First published Saturday Standard, July 27, 2018. Kindly reproduced here with permission from the Standard Group
It has been six days since the bulldozers and tippers tore up 2,000 homes in Kibra. The Multi-Sectoral Committee on Unsafe Structures under the Transport Ministry have now declared their intention to take the same action in ten other neighborhoods within the next two weeks. The question many of us who believe in human dignity are asking, is there an alternative way of managing our urban space challenges?
While neither the state nor civic organisations have accurately captured the full displacement of the forced evictions in Kibra, some facts are known. KURA had counted 2,000 households in the 600 meter stretch of the missing road link in the previous week. Rough projections suggest at least 10,000 men, women and children were made home-less this week. Seven schools were either demolished or affected, leaving at least 2,000 children school-less. At least ten community centers, clinics and places of worship were destroyed, leaving the community resource-less. The cost to this neighborhood has been high.
Walking in the wake of powerful bulldozers and the National Police Service this week, I failed to see any other arm of Government. There were no education officers advising parents where to take their children to schools. There were no housing officers registering people for the housing plans we hear, will form part of the Four Pillars. There were no offers of temporary shelter or advice of places to relocate to.
There was no mobile Huduma centre to assist people with lost national identification papers or humanitarian officers and first aid responders in case someone got hurt or went missing. There were no trauma counsellors to assist those that might have been disturbed by the destruction of their homes and livelihoods. The list of people affected by the road project was not used to assess the different impact on the elderly, people with disabilities or special needs.
This is not to say that the Government did not invest thought and resources. 600 armed police officers were woken up in the middle of the night and ferried at dawn to Kibra. Bulldozers, excavators and tippers worth at least 16, 12 and 90 million shillings respectively were deployed to displace this otherwise peaceful community. The Transport Ministry literally turned a densely populated neighborhood into a building site as if people were indistinguishable from their property.
Displacement is regulated under an Act of Parliament. The Prevention, Protection and Assistance to Internally Displaced Persons and Affected Communities Act No. 56 of 2012 expressly calls for a human rights approach to displacement in the case of conflict, human rights violations, disasters and large-scale development projects. There are also guidelines on how evictions must be prepared for and managed.
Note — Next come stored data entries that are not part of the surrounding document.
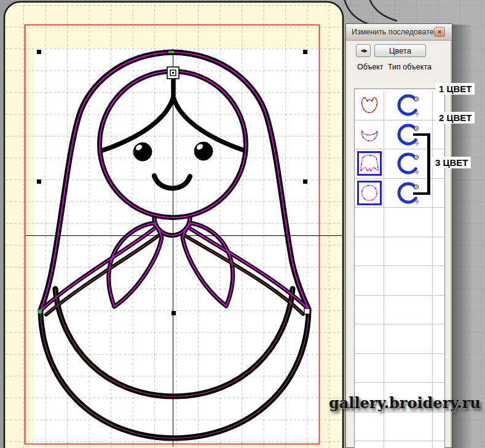  I want to click on start-point-marker, so click(171, 52).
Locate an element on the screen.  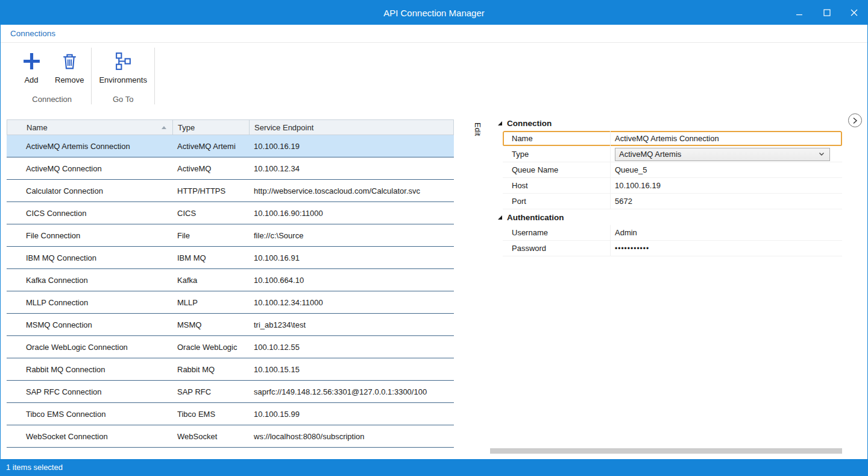
maximize-icon is located at coordinates (827, 13).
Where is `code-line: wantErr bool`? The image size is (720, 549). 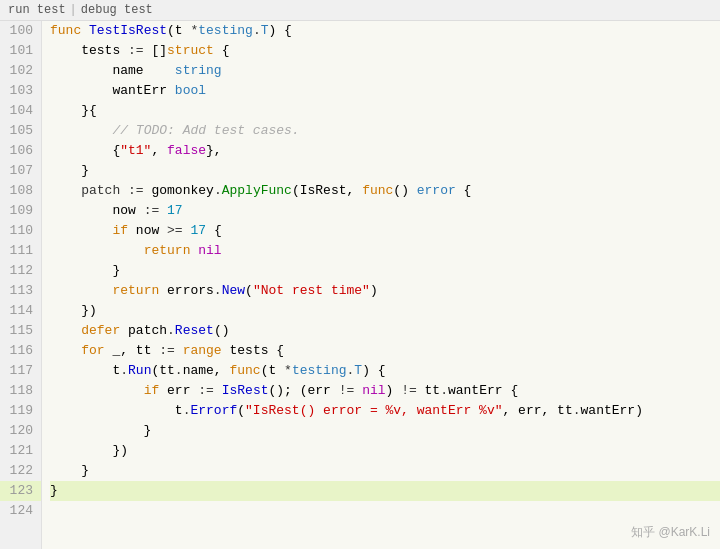
code-line: wantErr bool is located at coordinates (385, 91).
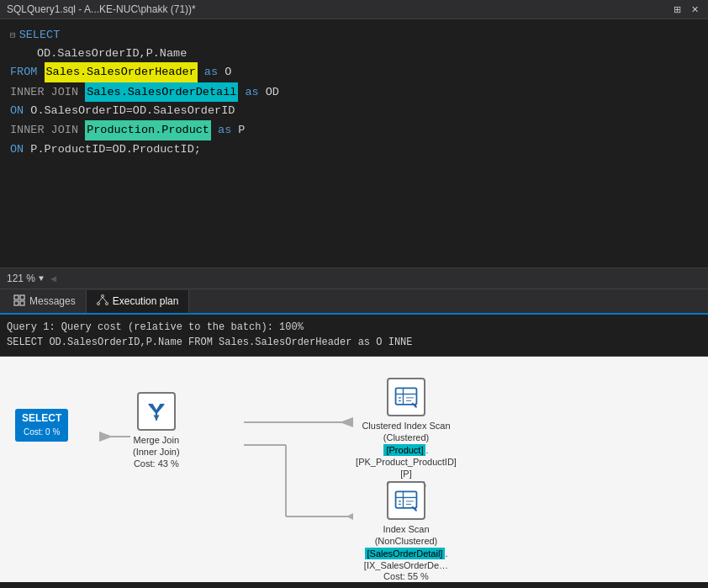 Image resolution: width=708 pixels, height=588 pixels. I want to click on merge-join-label: Merge Join(Inner Join), so click(156, 446).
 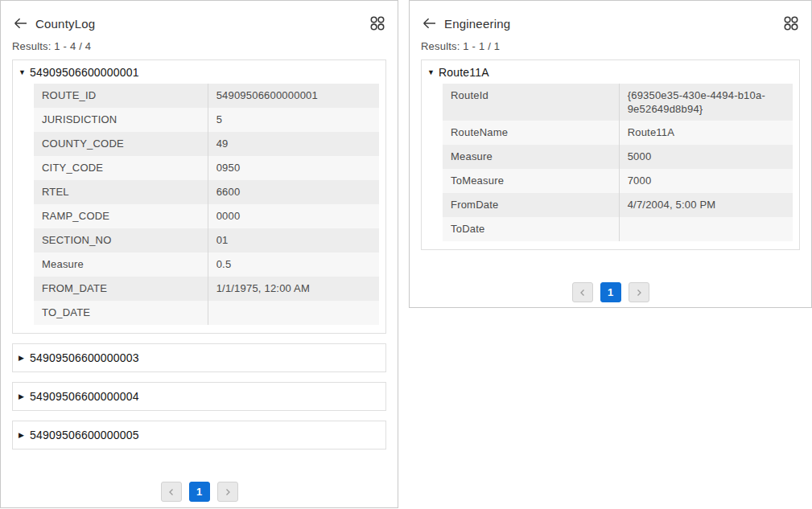 What do you see at coordinates (294, 167) in the screenshot?
I see `field-value: 0950` at bounding box center [294, 167].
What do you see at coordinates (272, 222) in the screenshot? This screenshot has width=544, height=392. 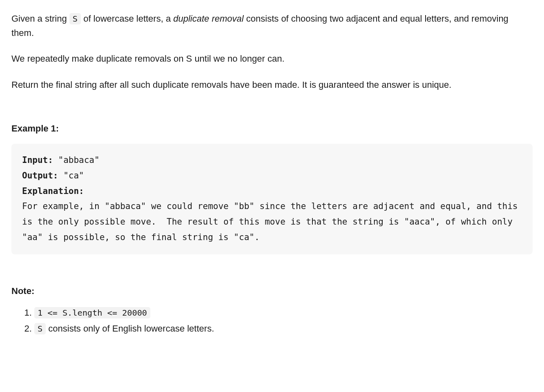 I see `explanation-text: For example, in "abbaca" we could remove…` at bounding box center [272, 222].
There have been six demolitions of neighborhoods and markets in this month alone. In this context of this fact and our laws and guidelines, the National Government faces an ethical and legal moment. Displacing neighborhoods and homes that have encroached on road reserves, forests and other public spaces requires deeper reflection and corrective action. In light of the announcement of the Multi-Sectoral Committee on Unsafe Structures and the Kenya Urban Roads Authority to repeat the Kibra action in ten other urban neighborhoods, this is now very urgent.
According to the notices, the Transport Ministry is now targeting at least ten other neighborhoods including Deep Sea (Parklands), Accra, Ngara and Kenya Power and Kenya Railway Reserves in Kaloleni, Makongeni, Mbotela, Mutindwa, Dandora and Kenyatta University (Kamae).
Modern highways and modernization projects will not transform community encroachment on public and private land. In the absence of participatory planning and investment in mass housing, we are simply doing what the colonials did. The colonial state displaced poor African subjects to make way for projects that favored their developers and the elites they served. The race bar may have dissolved today, but the class bar remains.
No person deserves to live in an unsafe and poorly serviced environment. To transform the shacks and slum dwellings into dignified and affordable housing, the State must invest in humane ways of relocating communities and mass housing. This week, community, elected and civic leaders and the United Nations raised their voice against the Kibra evictions. Should the Transport Ministry proceed to demolish the ten other neighborhoods, voices of conscience will grow in opposition.
It is time to rethink how the National Government designs and implements community resettlement action plans. Our international and national human rights obligations and our national conscience law requires it. Failure to do this will lead to more forced evictions, torn and displaced communities and overburdened County Governments.
You can take action now to avoid a repeat of the violence we saw in Kibra here.
Post Article note:
KURA has publicly committed to disclosing publicly the list of people that were assessed and the Education Ministry has committed to relocate schools after the public uproar the evictions generated.